Requirement ▸ Make an exact copy of the lines from the top of the entries below through the line with "Task: Click on the Niti Tantra". Leave all pictures out.

Supplied records ▸

Segment Open

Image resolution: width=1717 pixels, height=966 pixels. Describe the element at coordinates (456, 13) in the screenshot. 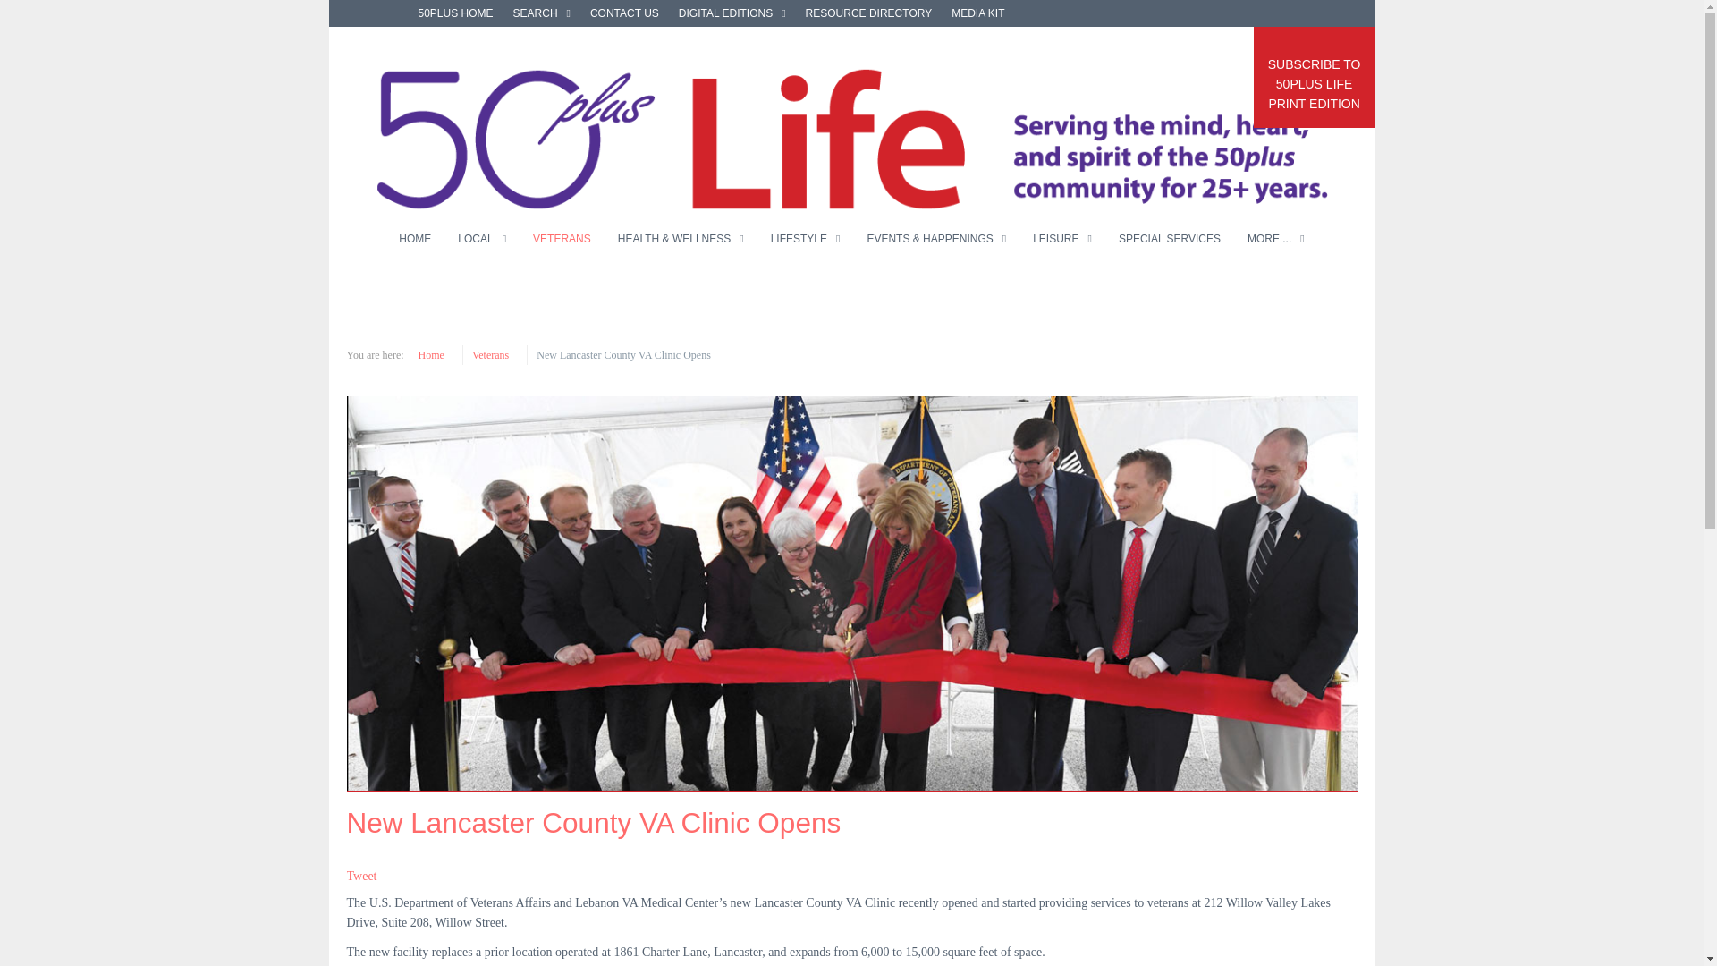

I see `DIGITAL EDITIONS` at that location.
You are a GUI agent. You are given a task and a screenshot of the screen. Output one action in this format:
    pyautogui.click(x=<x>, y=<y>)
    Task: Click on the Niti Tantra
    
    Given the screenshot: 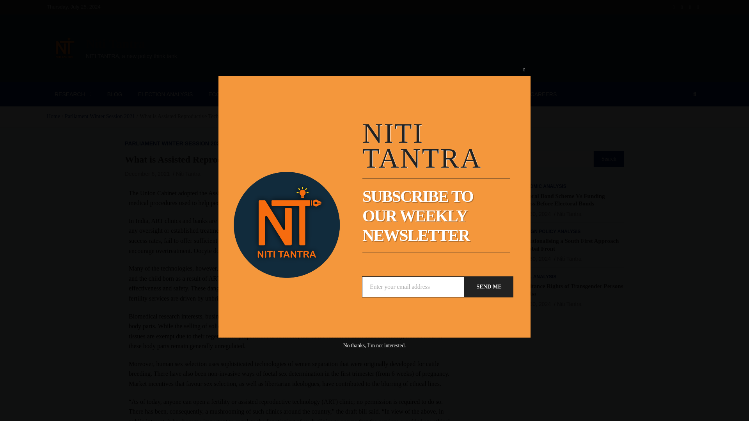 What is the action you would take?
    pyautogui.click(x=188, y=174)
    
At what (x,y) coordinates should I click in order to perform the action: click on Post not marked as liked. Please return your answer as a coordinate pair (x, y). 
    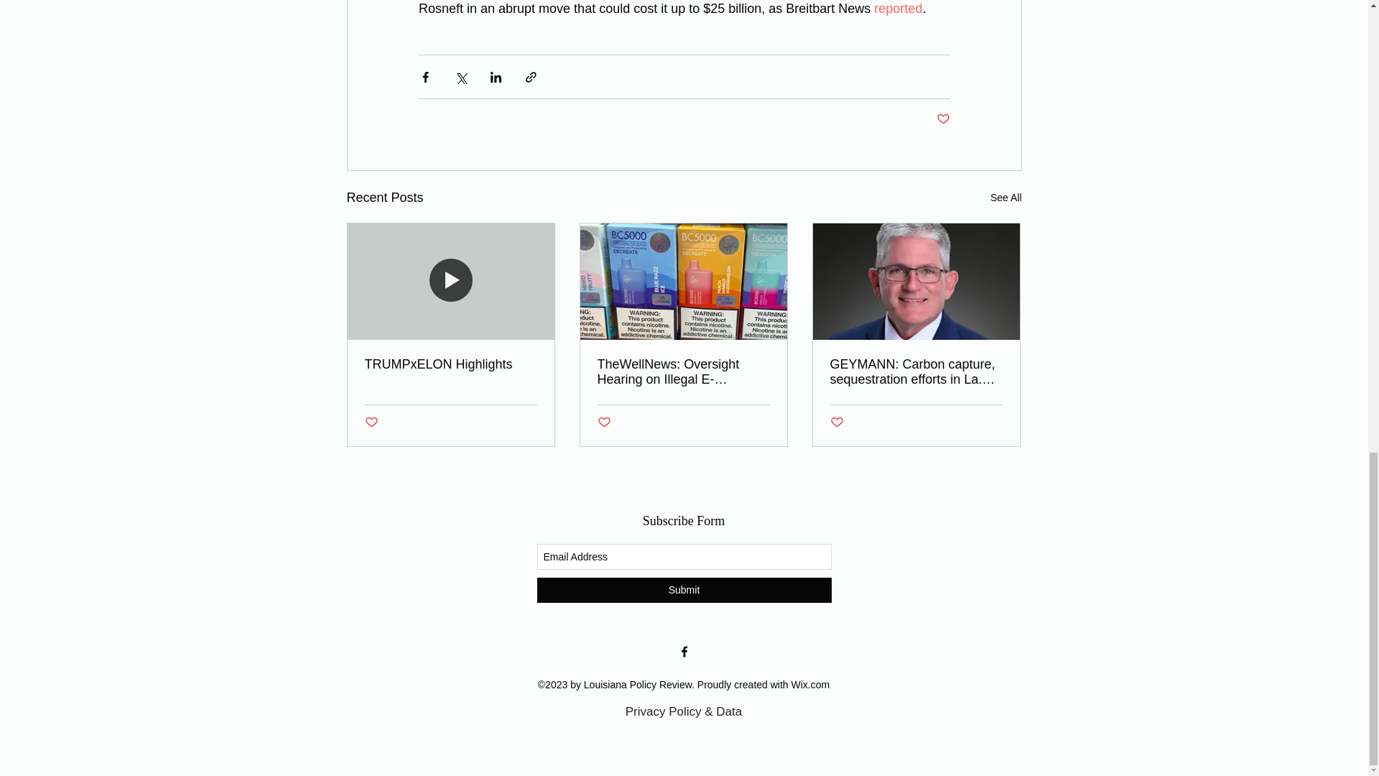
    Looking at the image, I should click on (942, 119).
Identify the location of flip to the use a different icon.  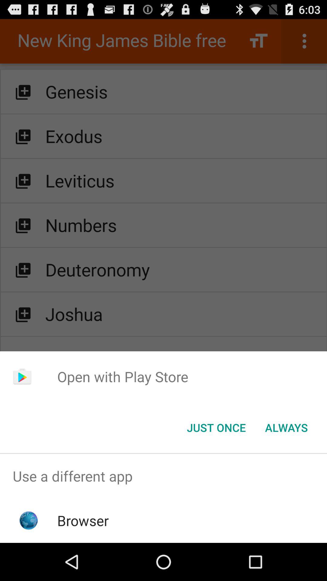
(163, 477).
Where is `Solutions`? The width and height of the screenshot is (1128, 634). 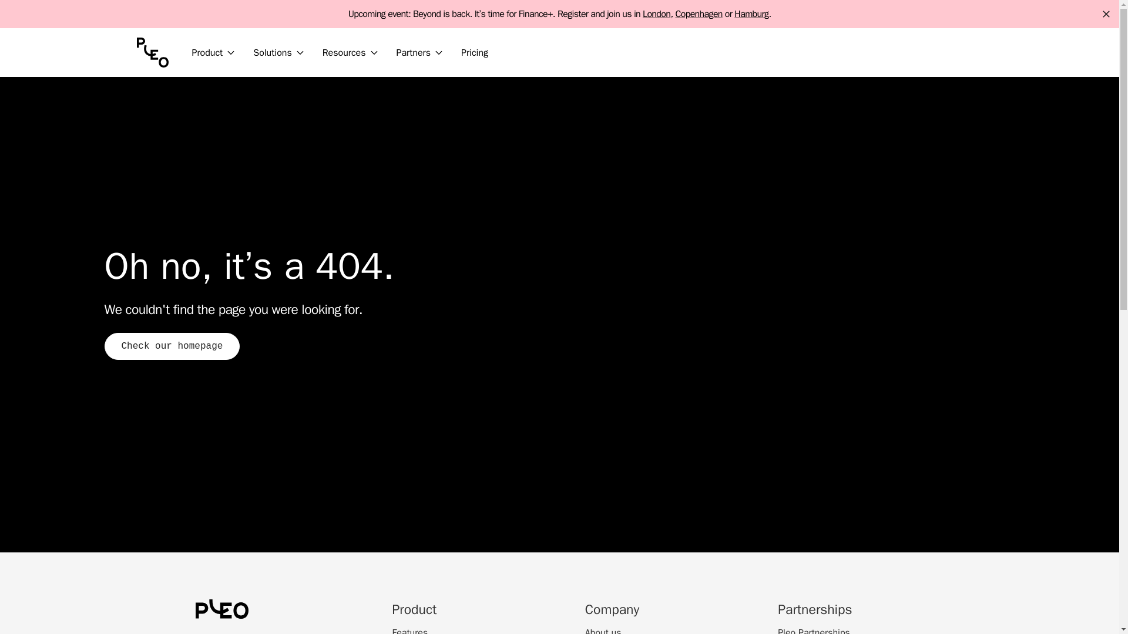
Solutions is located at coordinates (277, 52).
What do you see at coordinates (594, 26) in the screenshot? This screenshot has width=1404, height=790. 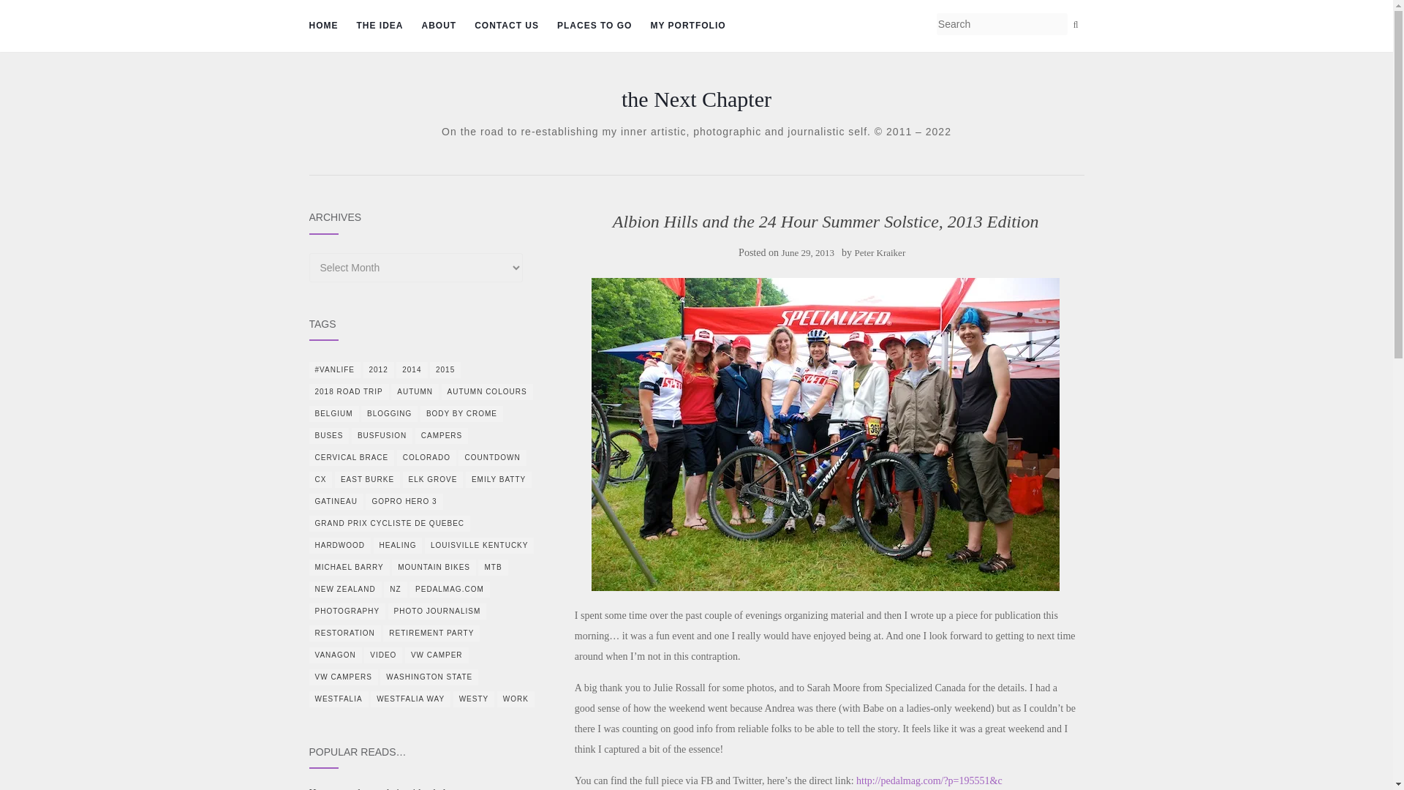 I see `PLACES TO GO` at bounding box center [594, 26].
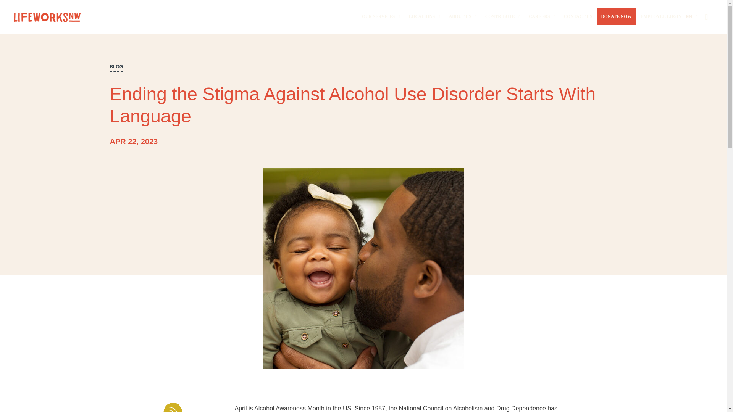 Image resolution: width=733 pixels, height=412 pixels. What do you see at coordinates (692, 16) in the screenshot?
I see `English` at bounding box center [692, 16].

Segment Closed

Response area ▸
Image resolution: width=1717 pixels, height=966 pixels. Describe the element at coordinates (456, 13) in the screenshot. 

I see `DIGITAL EDITIONS` at that location.
You are a GUI agent. You are given a task and a screenshot of the screen. Output one action in this format:
    pyautogui.click(x=<x>, y=<y>)
    Task: Click on the Niti Tantra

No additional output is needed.